Four Highly Luminous Massive Star Forming Regions in the Norma Spiral Arm II. Deep NIR imaging
L. Chavarria, D. Mardones, G. Garay, A. Escala, L. Bronfman, S., Lizano

TL;DR
This study uses deep near-infrared imaging to identify young stellar clusters and analyze their spatial distribution, revealing primordial mass segregation likely driven by gas interactions in massive star-forming regions.
Contribution
It provides new insights into the spatial distribution and mass segregation of young stars in massive star-forming regions using deep NIR imaging.
Findings
Identification of three YSO clusters in the Norma Spiral Arm.
Detection of primordial mass segregation in two clusters.

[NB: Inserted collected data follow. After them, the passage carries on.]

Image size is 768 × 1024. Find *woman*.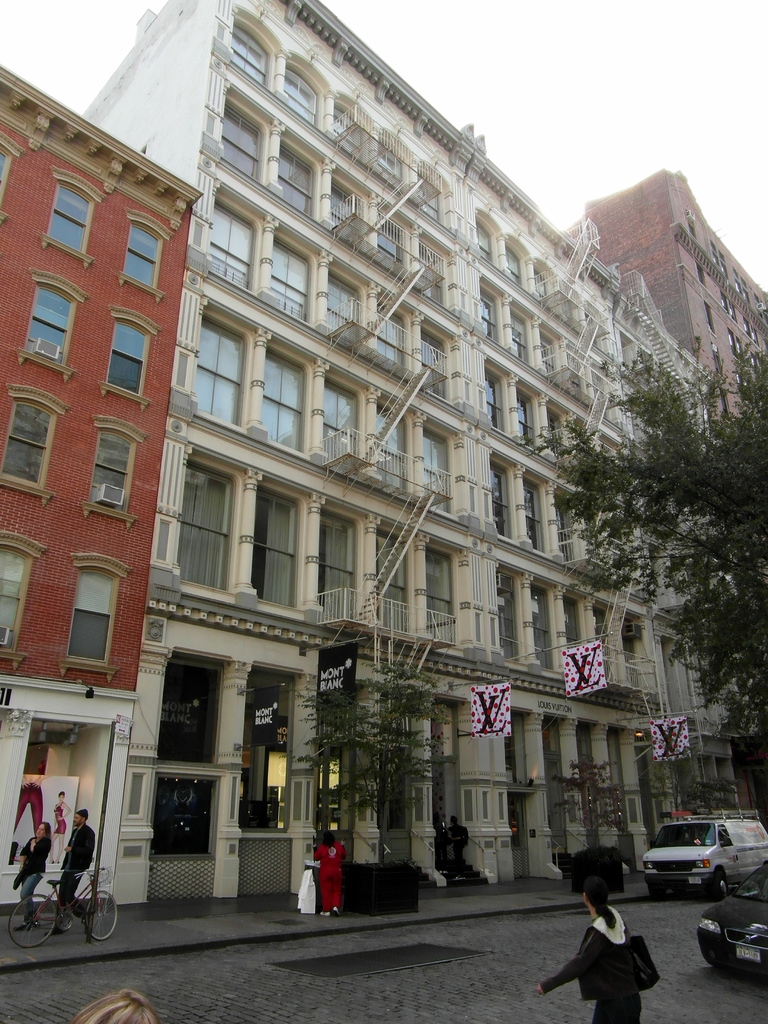
region(314, 829, 340, 909).
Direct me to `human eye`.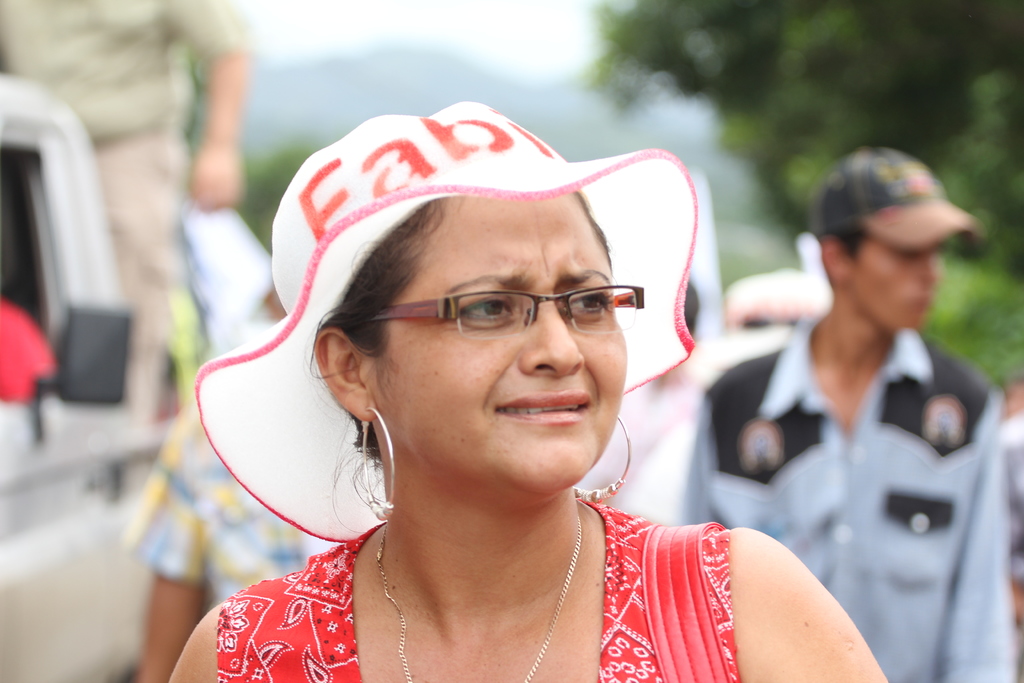
Direction: {"left": 458, "top": 287, "right": 515, "bottom": 329}.
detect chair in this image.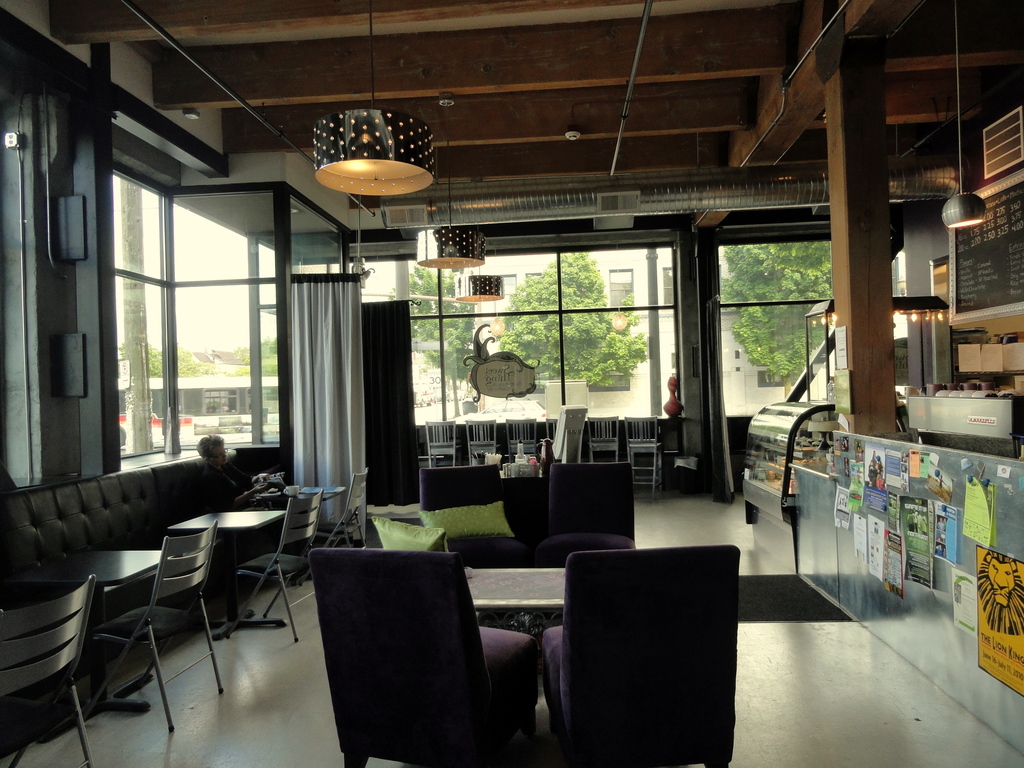
Detection: [x1=547, y1=463, x2=644, y2=540].
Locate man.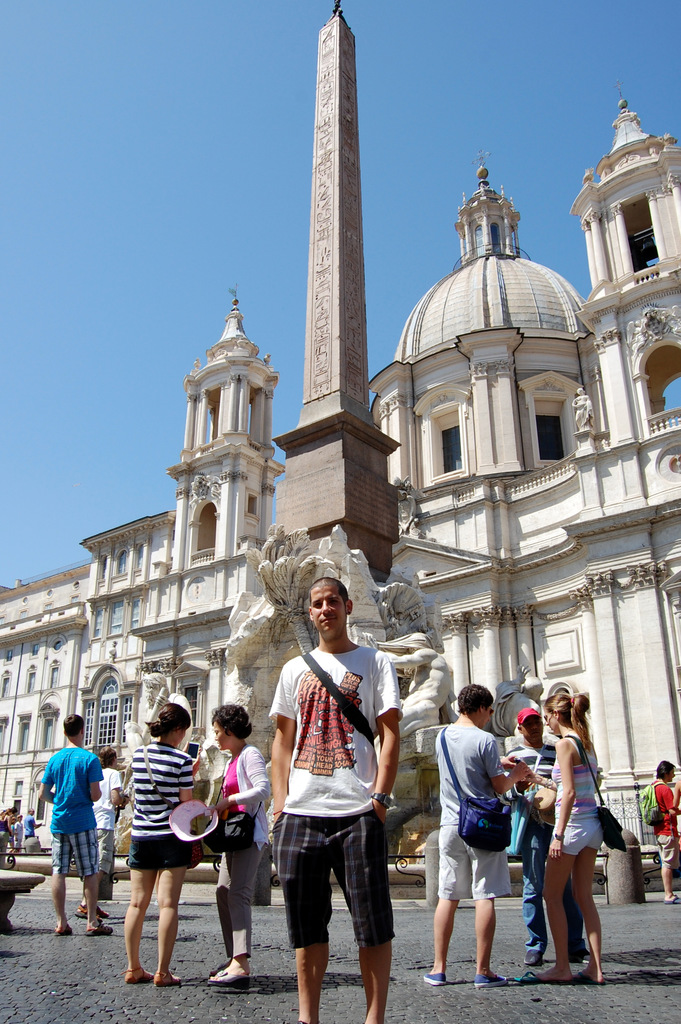
Bounding box: <region>268, 577, 413, 1023</region>.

Evidence that gas interactions influence cluster dynamics.
Abstract
We present sensitive NIR (J, H and K) imaging observations toward four luminous massive star forming regions in the Norma Spiral Arm: G324.201+0.119, G328.307+0.432, G329.337+0.147 and G330.949-0.174. We identify three clusters of young stellar objects (YSO) based on surface density diagnostics. We also find that sources detected only in the H and K-bands and with colors corresponding to spectral types earlier than B2, are likely YSOs. We analyze the spatial distribution of stars of different masses and find signatures in two clusters of primordial mass segregation which can't be explained as due to incompleteness effects. We show that dynamic interactions of cluster members with the dense gas from the parent core can explain the observed mass segregation, indicating that the gas plays an important role in the dynamics of young clusters.